She had just won a military steeplechase, and Vernon nodded assent.
"You must persuade your sister to ride her," he said.
As he spoke, he seated himself on the edge of the steep roadway which
led to the jetty.
"Take the horses in," he said. "I'll come up in a few minutes."
But the minutes ran into hours. He looked out to sea with a meditative
and retrospective mind. He was going over the past which seemed so far
away, so vague, since he had gone sailing in the _Annie Laurie_ this
morning.
Then suddenly the past became the present. There was a stir on the jetty
below him. Voices--the voice of fashionable people, the voices of
"society"--rose in an indistinguishable sound to his ears. He moved
uneasily, and refilled and lit the pipe that he had borrowed of Dick. He
heard the footsteps of several persons climbing the steep stairs. One
seemed familiar to him.
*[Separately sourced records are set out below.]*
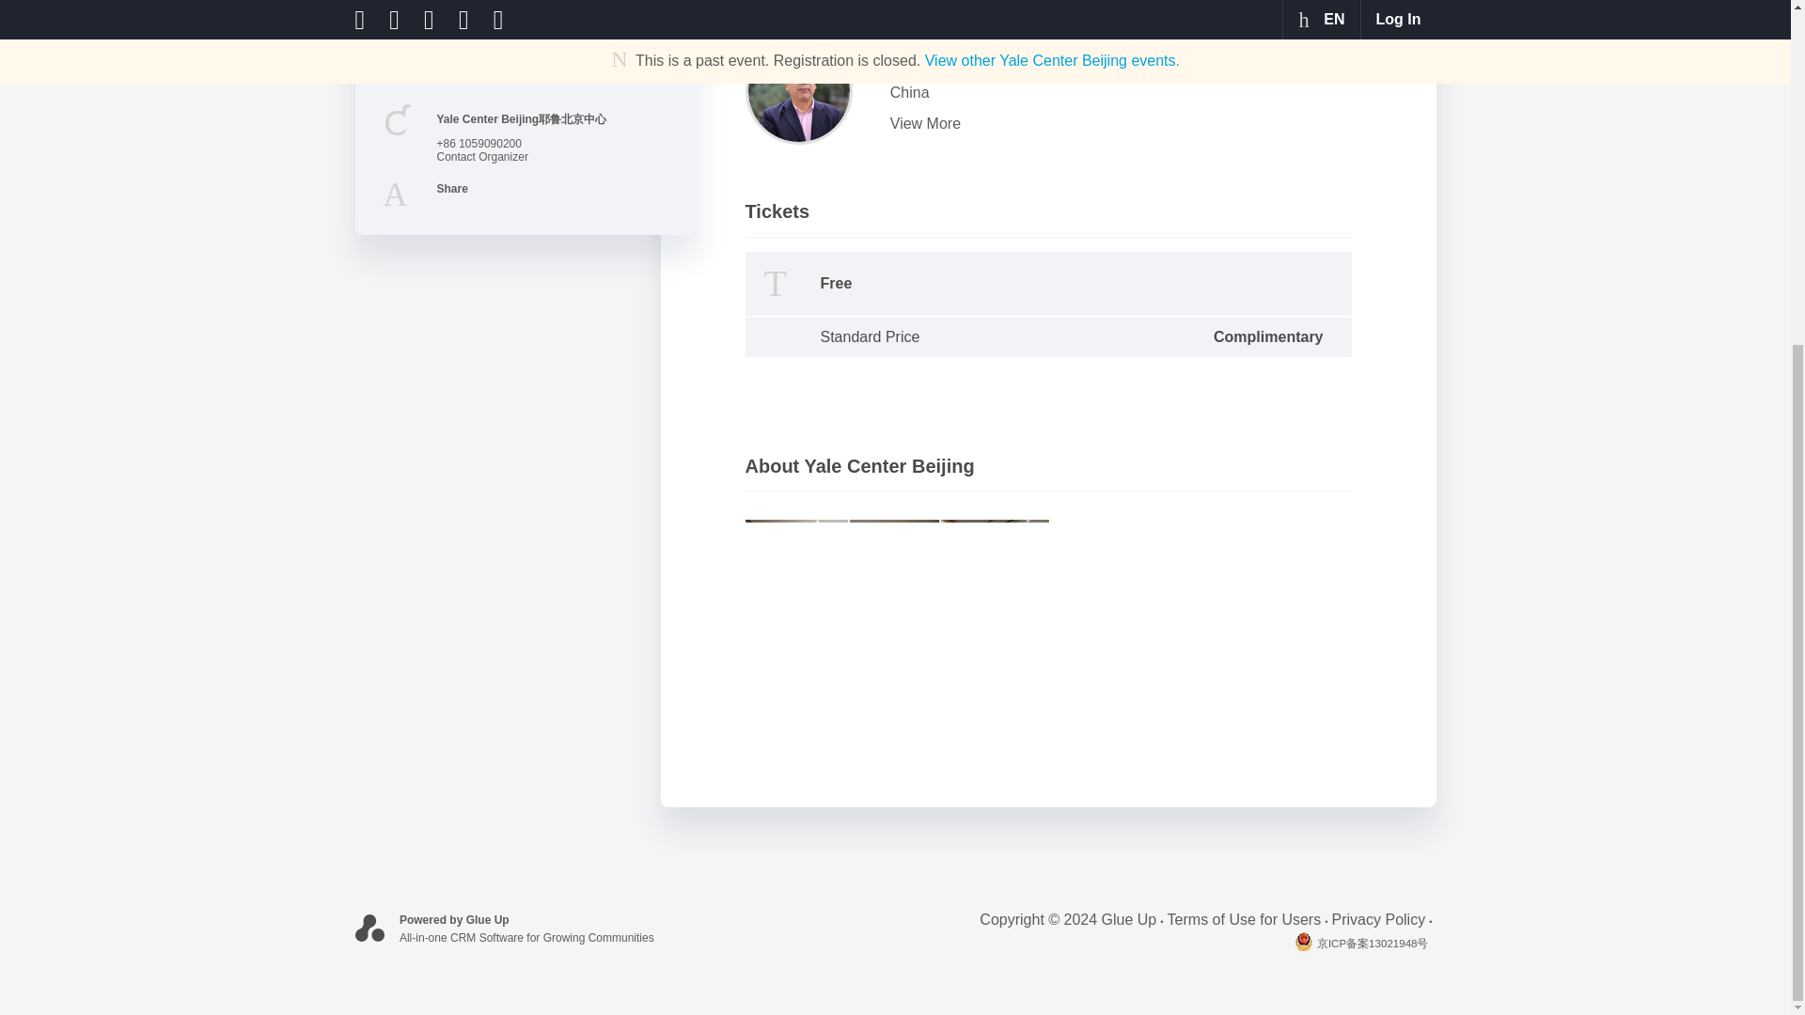 This screenshot has width=1805, height=1015. I want to click on Privacy Policy, so click(1384, 919).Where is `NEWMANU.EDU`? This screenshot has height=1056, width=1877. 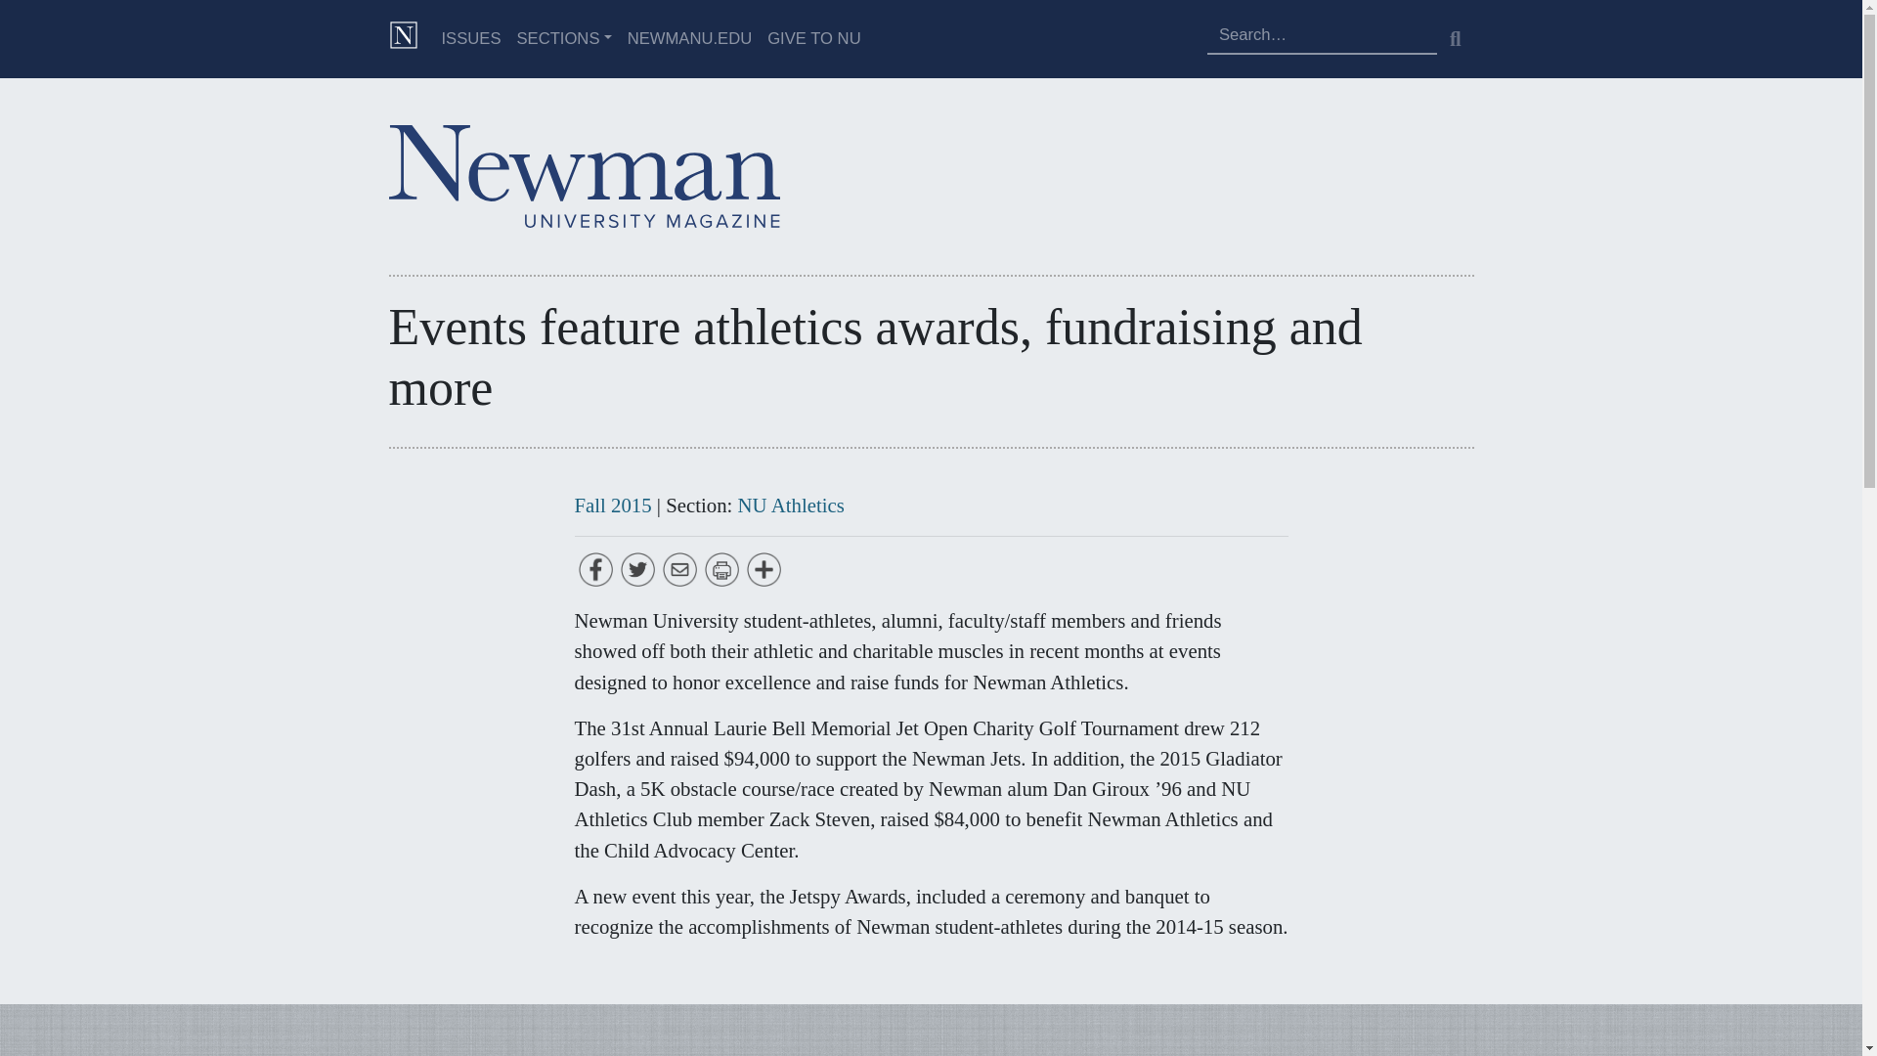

He pulled at his pipe, and crossed his legs with
an air of preparation, of resignation.
The voices came nearer, and presently one said: "I certainly, for one, decline to go any farther. I think it is too
absurd to expect one to climb these ridiculous steps. And there is
nothing to see up there, is there?"
At the sound of the voice, clear and bell-like, yet languid, with the
languor of the fashionable woman, Mr. Drake Vernon bit his lips and
colored. He half rose, but sank down again, as if uncertain whether to
meet her, or to remain where he was; eventually he crossed his legs
again, rammed down his pipe, and waited.
"Oh, but you'll come up to the top, Lady Lucille!" remonstrated a man's
voice, the half-nasal drawl of the man about town--the ordinary club
lounger. "There's a view, don't you know--there really is!"
"I don't care for views. Not another step, Archie. I'll wait here till
you come back. You can describe the view--or, rather, you can't, thank
Heaven!"
As she spoke, she mounted a few steps, and turned into the small square
which offered a resting place on the steep ascent, and so came full upon
Mr. Vernon.
He rose and raised his hat, and she looked at him, at first with the
vagueness of sheer amazement, then with a start of recognition, and with
her fair face all crimson for one instant, and, the next, pale, she
said, in a suppressed voice, as if she were afraid of being overheard: "Drake!"
He looked at her with a curious smile, as if something in the tone of
her voice, in her sudden pallor following upon her; blush, were
significant, and had told himself something.